4/10
A teenaged she-devil.
19 July 2022
Warning: Spoilers
It's easy to see through characters like the teenage French flirt played by Mai Zetterling, so chipper and friendly on the outside, yet constantly scheming and twirling her hands together as if the most beautiful witch, the kind that Zetterling would be out to expose and destroy in the cult 1990 film starring Angelica Houston. The faculty doesn't take new professor Hugh Williams' warnings about her seriously, and apparently neither does he. She's disruptive in the class, attention seeking and a bad influence on the other girls (particularly Petula Clark as Williams' daughter), so when he begins to fall for her phony charms, it becomes an instant eye rolling moment. Only a fool would fall for her antics and sympathize with her past as a motive for her behavior, and Williams is not a fool.

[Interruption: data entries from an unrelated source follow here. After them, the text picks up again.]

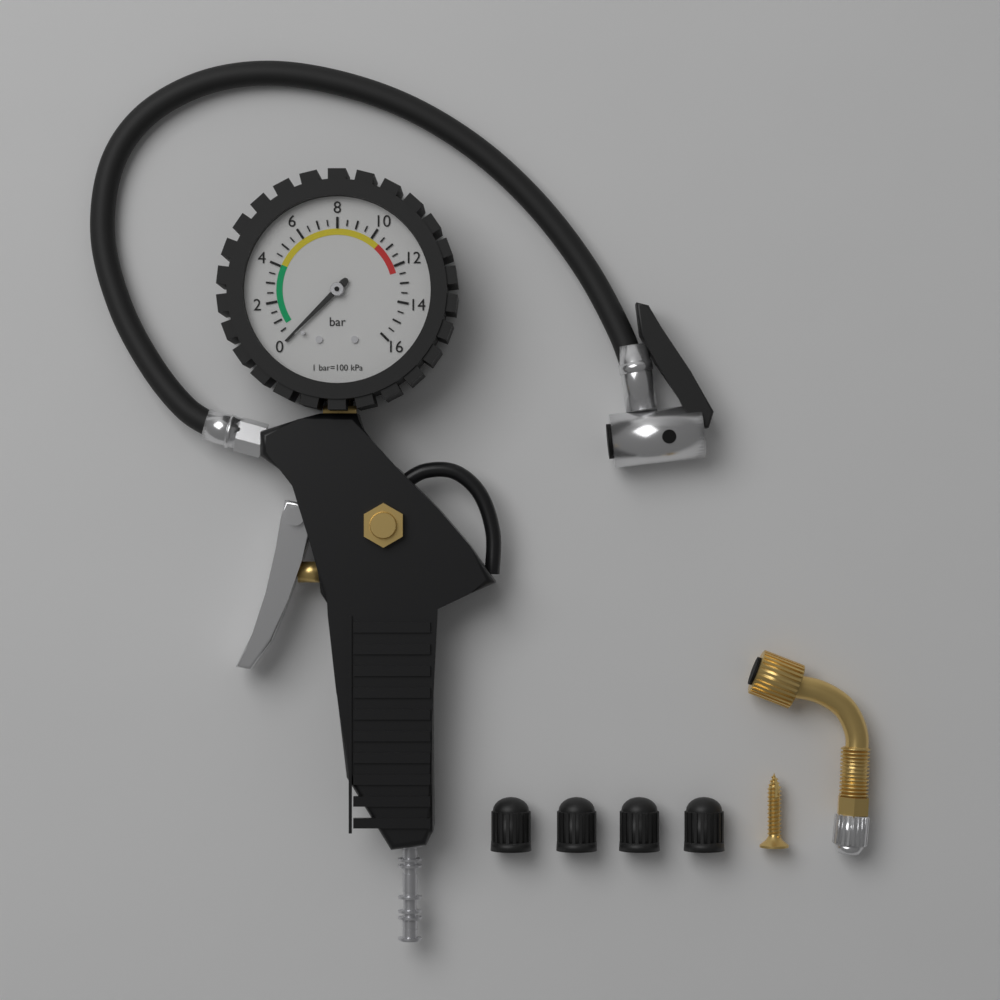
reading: 0.0 bar
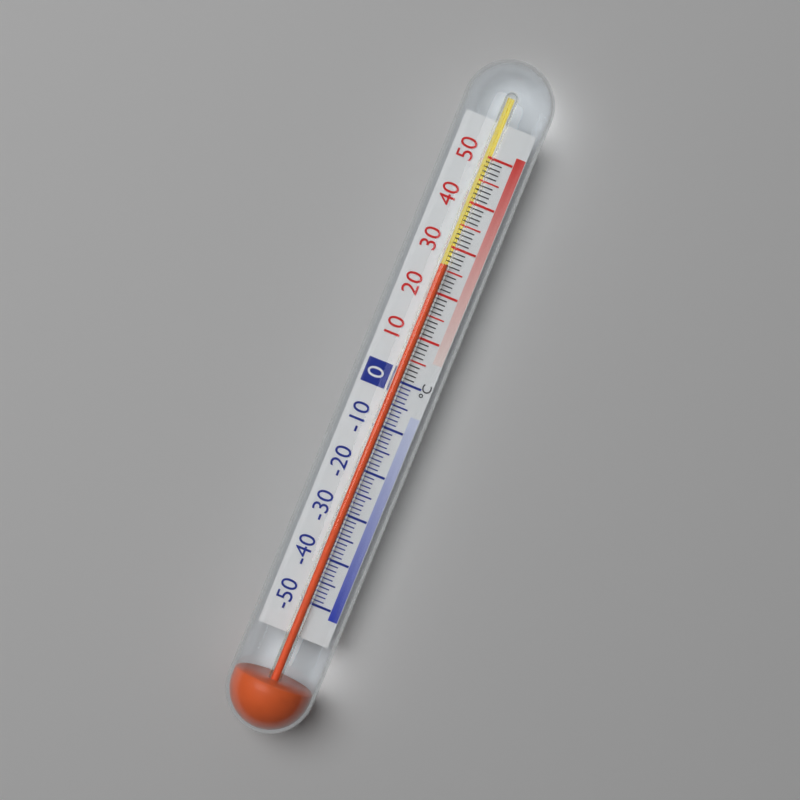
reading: 26 °C
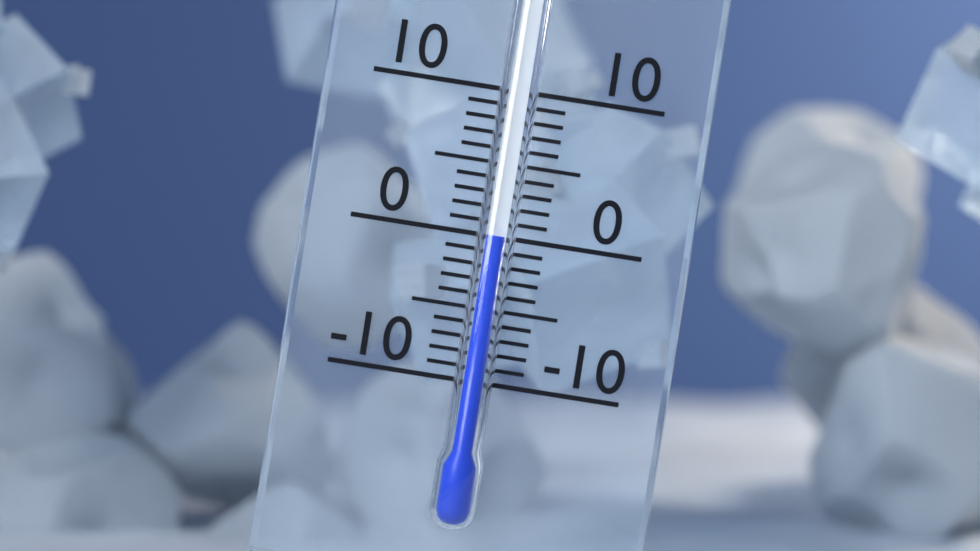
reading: 0 (no unit)
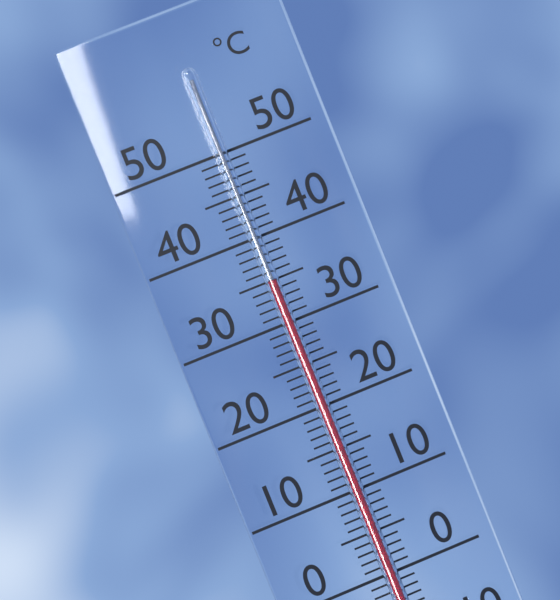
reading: 35 °C
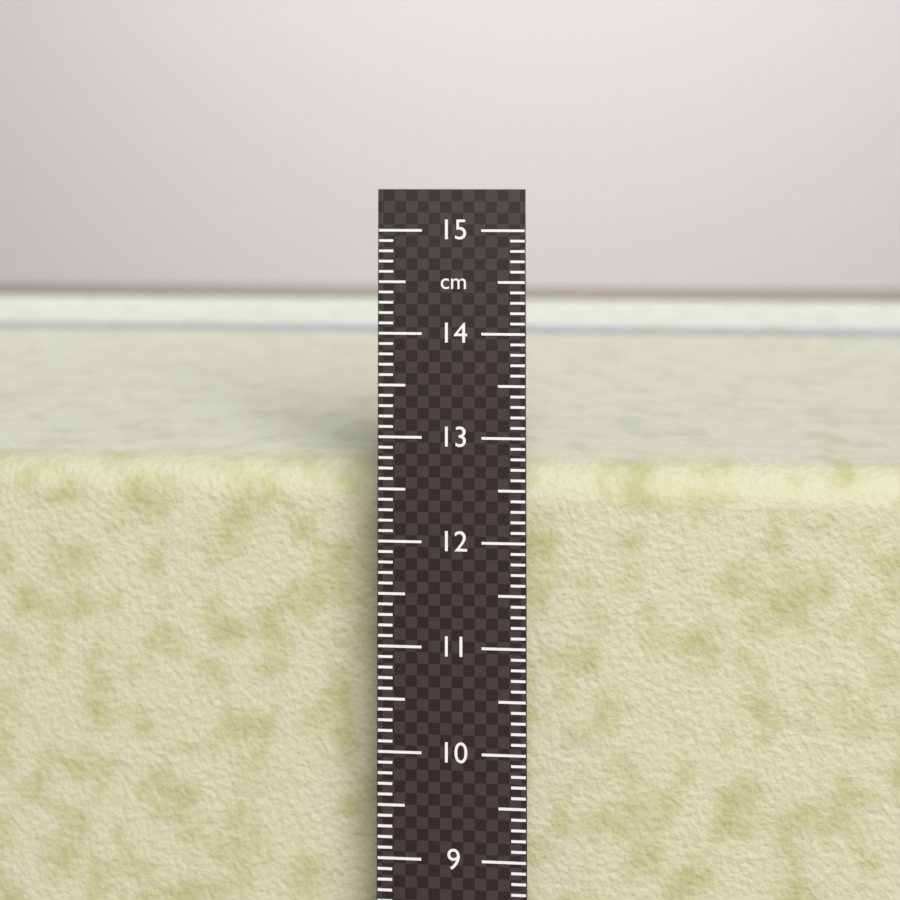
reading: 12.6 cm
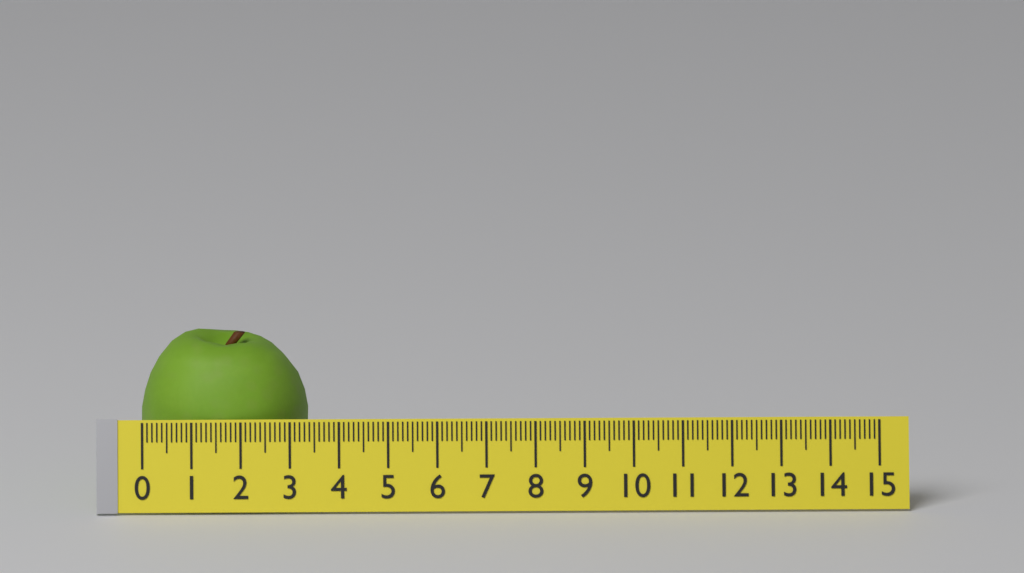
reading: 3.4 (no unit)
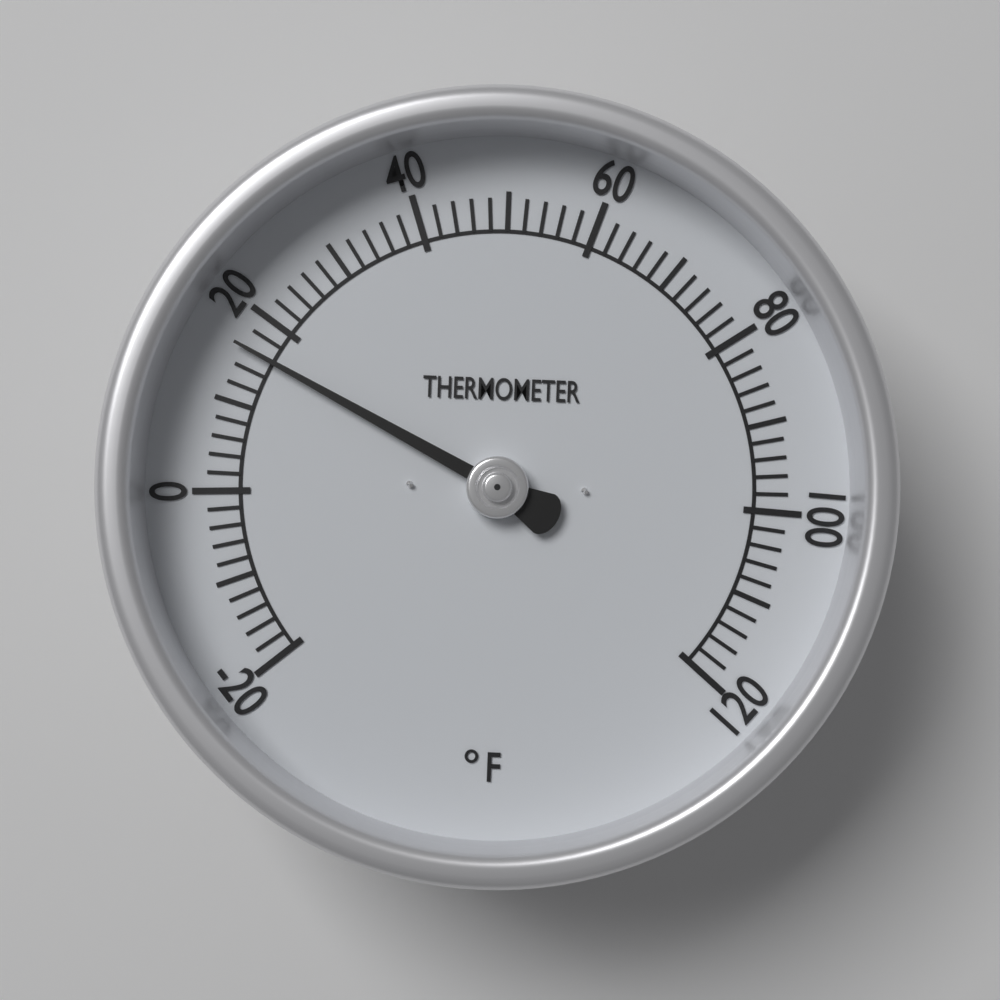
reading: 16 °F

With a perfect wife (Margot Graham) and a nice daughter, there's no reason other than a case of instant stupidity for Williams to fall into her spider's trap. She's a completely one dimensional character, and after a while, the French accent of the Swedish born Zetterling becomes annoyingly cartoonish, and not in a fun phony Russian or eastern European accent that actresses like Eve Arden, Nita Talbot or Marian Mercer would adapt. The direction and script are to blame, and more subtlety would have greatly aided Zetterling's performance. A great production design helps as does the desire to see Arlette get her comeuppance.